9 thoughts on “What is the Greatest Carpe Diem Poem of Them All? Try The Rubaiyat of Omar Khayyam

  1. Your book brings a beautiful idea but we are so busy with stuff that muddle the brain and before we know it the day is Gone! I am not too much of a poetry person but my favorite poet that their poetry spoke to me are Gibran and Elias abu MADI. Have you heard of these twords. Gibran is famous I know most people know of him. Will look up your book!
    Love,
    Badria

  2. I really look forward to your book! I have great respect for Alain de Botton and the School of Life, who I know you work with. There is a wonderful theme of being reconciled with the world running through their youtube videos. But very much in the spirit of what your saying, this Aussie wants to know when is it right to FIGHT. To ‘seize the day’ against mediocrity, the parochial status quo etc… How should we be a John Ruskin and a William Morris in the face of modernity, rather than so much self help drivel that encourages us to remain so… well behaved, respectable and middle class – under a superficial guise of buddhism and hellenistic philosophy.

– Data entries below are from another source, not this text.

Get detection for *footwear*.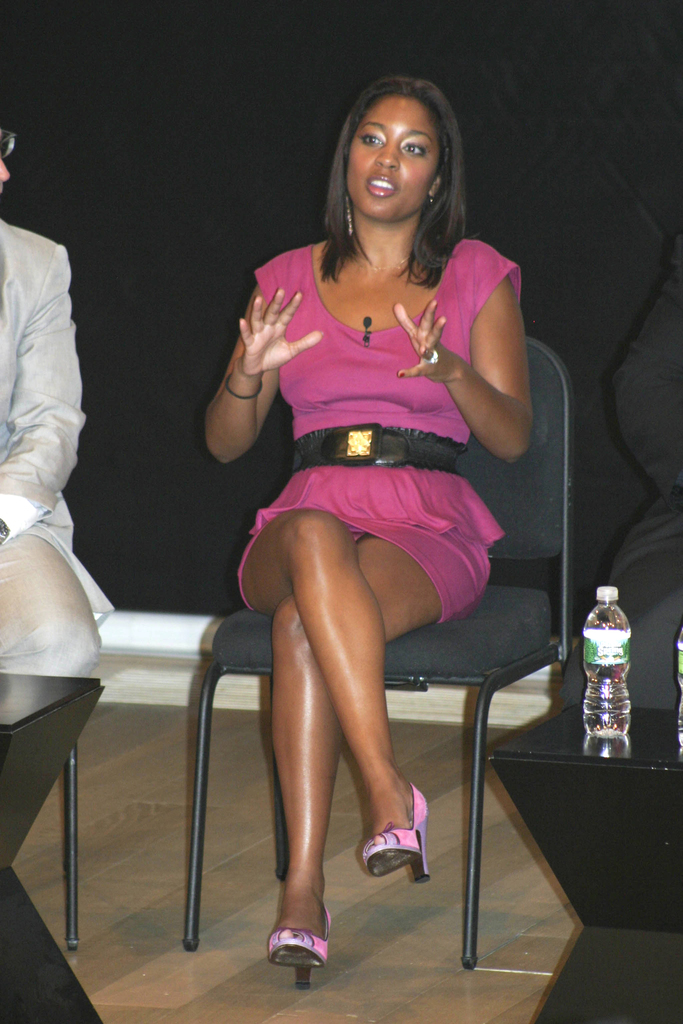
Detection: bbox=[264, 917, 332, 996].
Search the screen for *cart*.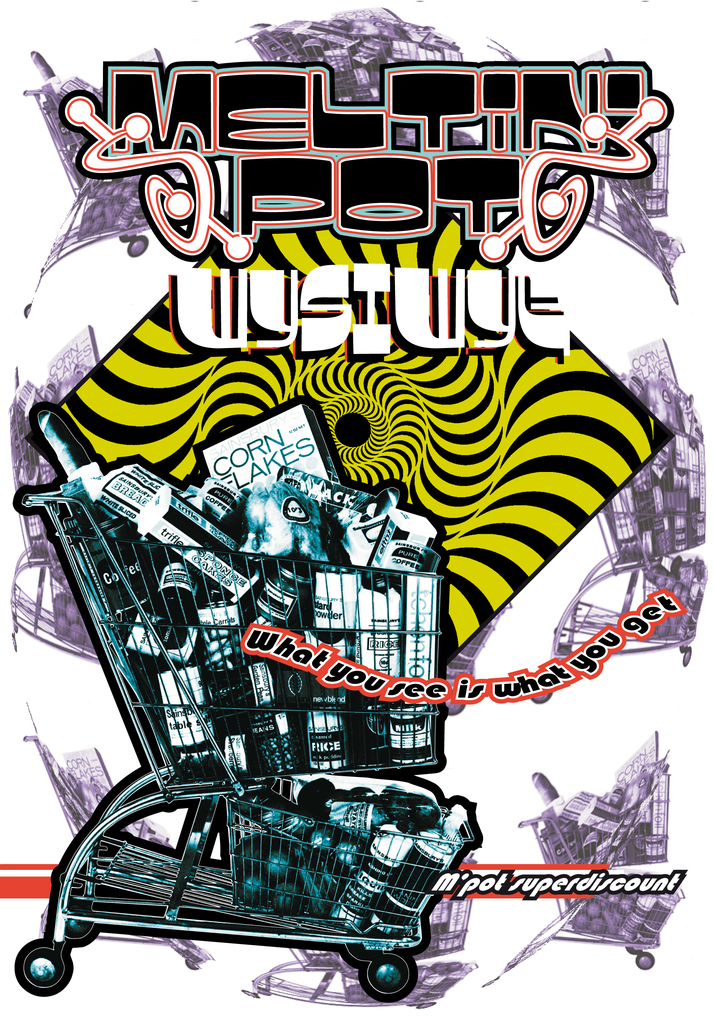
Found at bbox(10, 378, 102, 662).
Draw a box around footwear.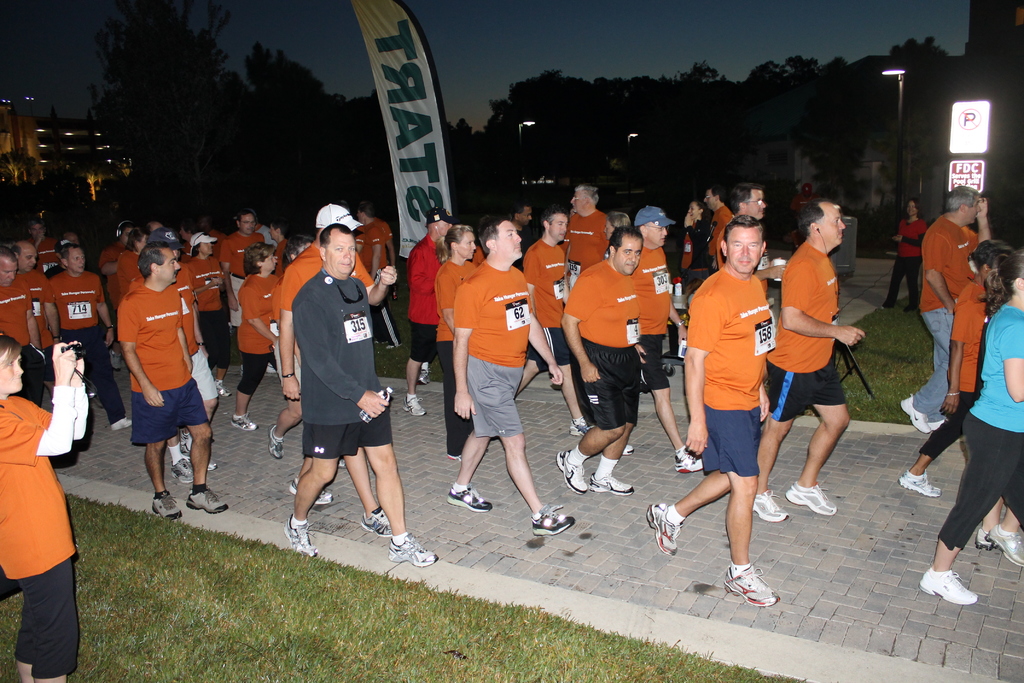
(445,484,492,509).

When is it right to attack injustice and call out mediocrity, cultural shallowness and hypocrasy. In the political sphere with the likes of Jeremy Corbyn and Bernie Sanders we see this but the cultural sphere is as placid as the member of one devoid of any sexual drive. The cultural sphere seems stuck on the repetative broken record of the slightly has-been revolution of ‘post-1968’ – where is the kind of carpe deum aesthetic vision for a whole generation, like that of a Ruskin? Will we seize the day in the humanities and the cultural sphere?

  3. Dominique, great thoughts. I completely agree. There is too much navel-gazing individualism in the cultural sphere that inherently accepts the status quo. My new book has a whole chapter on the politics of seizing the day – what it means to do it on a collective scale to bring about social change and challenge injustice. It’s time to light the fire of carpe diem and bring it from the personal into the political. One of the great historical problems of carpe diem is that it has lacked ethical foundations as a concept, and my book attempts to deal with this.

    Badria, thanks for the reference to Elias Abu Madi – I look forward to reading him.

    Roman

  4. Hi Roman

    As an example of a poem evoking the spirit of ‘carpe diem’, how about the opening to Rilke’s Book of Hours? I find it very galvanising. Here’s a translation by Joanna Macy and Anita Barrows:

    The hour is striking so close above me,
    so clear and sharp,
    that all my senses ring with it.
    I feel now there is a power in me
    to grasp and give shape to my world.

    I know that nothing has ever been real
    without my beholding it.
    All becoming has needed me.
    My looking ripens things
    and they come toward me, to meet and be met.

    Rainer Maria Rilke
    from Book for the Hours of Prayer

  5. A beautiful Rilke poem, Jessica. Also from Rilke:

    ‘I am not saying that we should love death, but rather that we should love life so generously, without picking and choosing, that we automatically include it (life’s other half) in our love.’

  6. What a timing for me to see this email today after the death of my mother. She died yesterday at the age of 82. As they say in Arabic death is a right/ truth in life. My mother loved life and once said she will resist deathasmuch as she can. Birth and death are just not in our hands. When your day comes you’ll go. Ashes to ashes and dust to dust. My favorite poets are Alia Abu Madi and Gibran their poems speak to me. Thanks for sharing al Rubaiyat.